Pantera's oft-forgotten third album, 1985's I Am the Night, was, like its two predecessors, an Abbott family affair, financed and produced by Diamond Darrell and Vinnie Paul's father, then independently released and therefore doomed to almost certain failure for lack of record company muscle to promote it.
Of course, in retrospect, this proved to be a blessing in disguise, by allowing the young musicians to develop their talents in relative obscurity, while giving the latter-day, much different version of Pantera the singular opportunity of burying the "shameful" evidence of these formative years, when they were, at best, a token '80s heavy metal band.
Obstinate fans still manage to track down pirated copies, though, and those who hear Pantera's first three albums will realize that, come I Am the Night, the quartet had discarded many of its worst glam rock offenses and balanced the rest (including sporadic bits of electronic percussion) with ample doses of both traditional and speed metal.
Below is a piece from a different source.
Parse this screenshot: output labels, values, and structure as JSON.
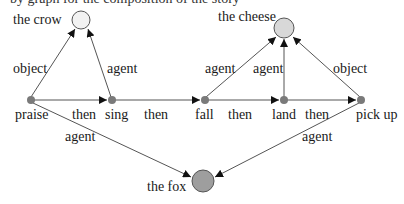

As a result, I Am the Night alternates numerous fist-pumping heavy metal anthems reminiscent of Judas Priest ("Onward We Rock," "Daughters of the Queen") or Ratt ("Come-On Eyes," "Down on the Edge") with a few supersonic hair metal blasts like "Down Below," "Valhalla," and the title track -- plus just one ballad, "Forever Tonight," which is wisely left for last.
In fact, original vocalist Terry Lee Glaze's screechy yelps and unfathomably puerile lyrics (none dumber than on the otherwise decent opener, "Hot and Heavy") are the only glaring weaknesses shared by all of these tracks, making it even more ironic that it was he who quit the group after this album's release.
And at the opposite end of the qualitative spectrum were Diamond Darrell's often jaw-dropping riffs and solos, holding the songs together with iron-fisted precision, while he continued to expand his guitar-shredding arsenal with the expertly controlled dissonant effects (like impossibly bent strings, squealing harmonics, and dive-bombing runs) that would years later distinguish Pantera's sound from all their competitors.
As with all of Pantera's "forgotten" albums, it is invariably Darrell's playing that makes these growing pains more tolerable, and also helps to make sense of how they became one of the only heavy metal bands in history to grow more commercially successful by becoming more extreme.